Besides a listing of the improvements, how is performance?
Since it isn't out yet, benchmarks aren't either. We'll need to see.
Is there a conversion process available?
No.
Seems like a change this big would be more than a brief mention on the second to last page.
ReFS will only be made available on Windows 8 Server for the time being. Desktops will remain NTFS-only.
Also, the article does not make clear if there are still separate OEM and retail versions of the OS. This would be good to know if I plan on purchasing Windows 8 on my current computer, then attempt to move it to a different machine later.
There are separate versions, but OEM versions can no longer be purchased by consumers. See the details see:
http://www.myce.com/news/exclusive-windows-8-contains-new-product-a...
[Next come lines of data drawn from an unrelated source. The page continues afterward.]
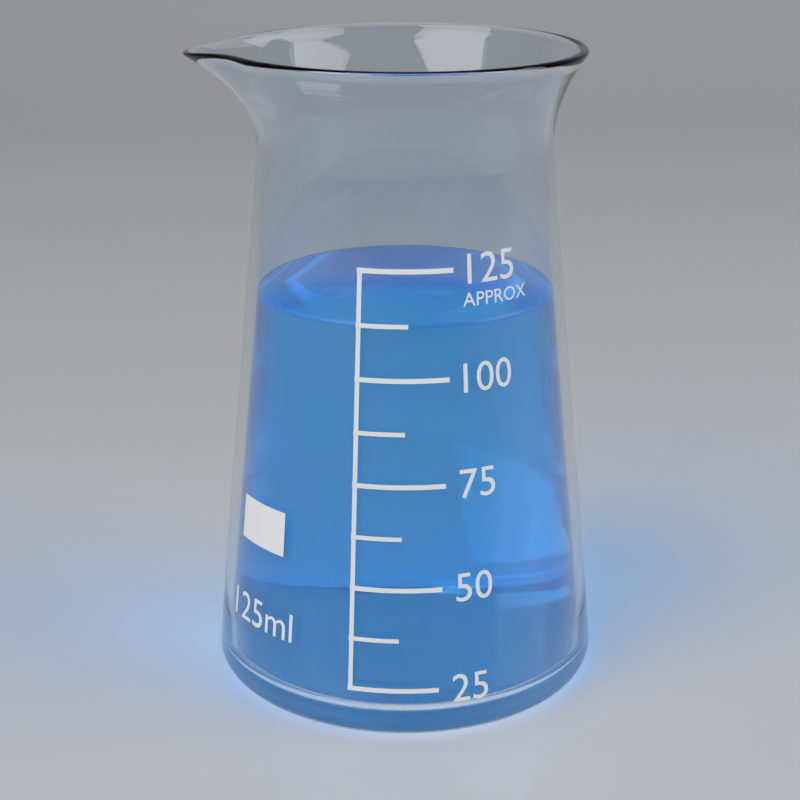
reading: 112.5 ml
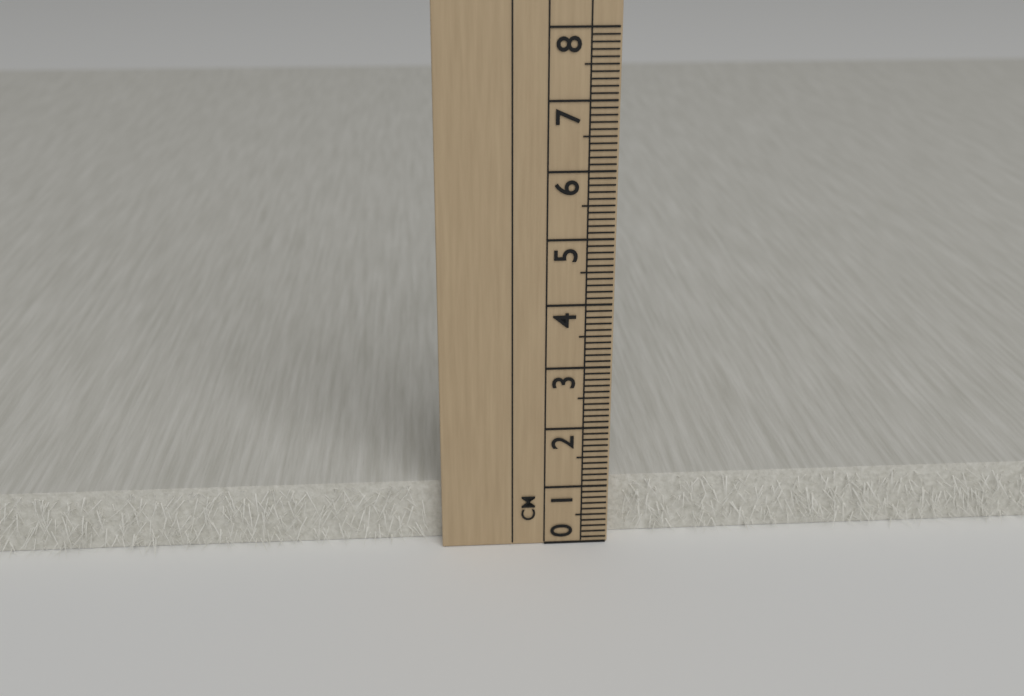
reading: 1.0 cm
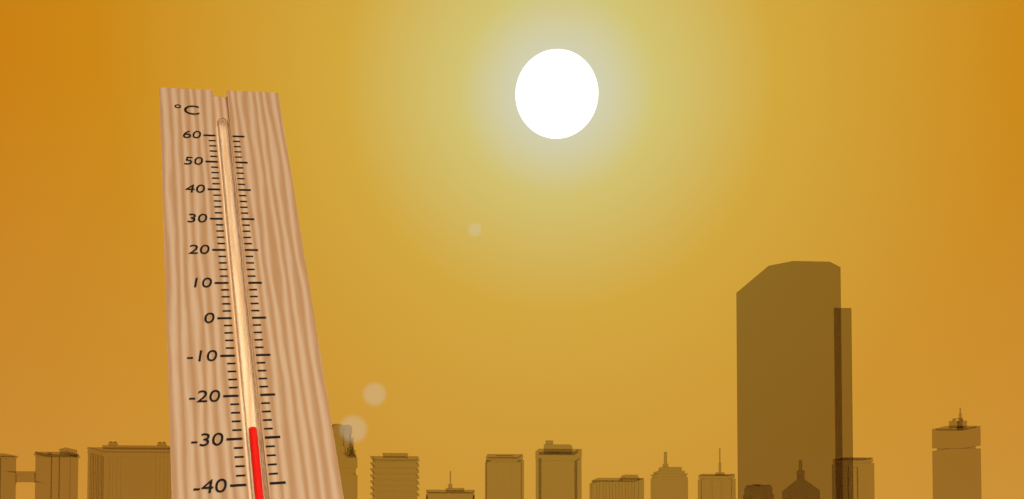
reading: -28 °C
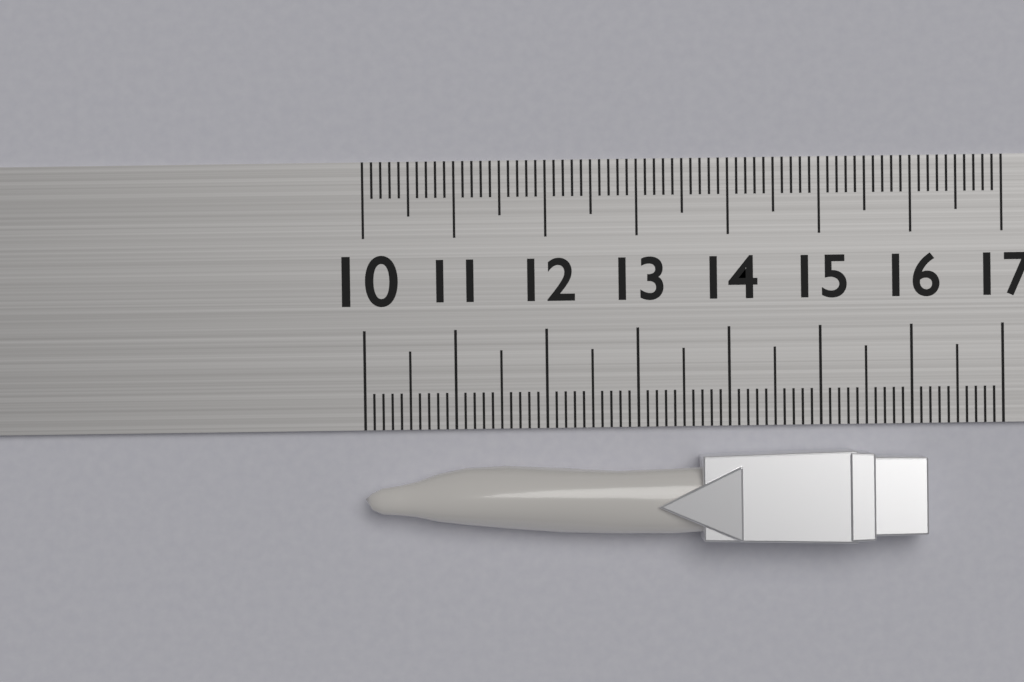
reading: 16.1 (no unit)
http://www.tomshardware.com/news/Windows-8-OEM-OA-3.0-Piracy-Genuin...
Member since:
2005-06-30
What? Microsoft has introduced a new filesystem? I wish the article would have explained this better. Besides a listing of the improvements, how is performance? What FS did the author use on his test machines? Is there a conversion process available?
Seems like a change this big would be more than a brief mention on the second to last page.
Also, the article does not make clear if there are still separate OEM and retail versions of the OS. This would be good to know if I plan on purchasing Windows 8 on my current computer, then attempt to move it to a different machine later.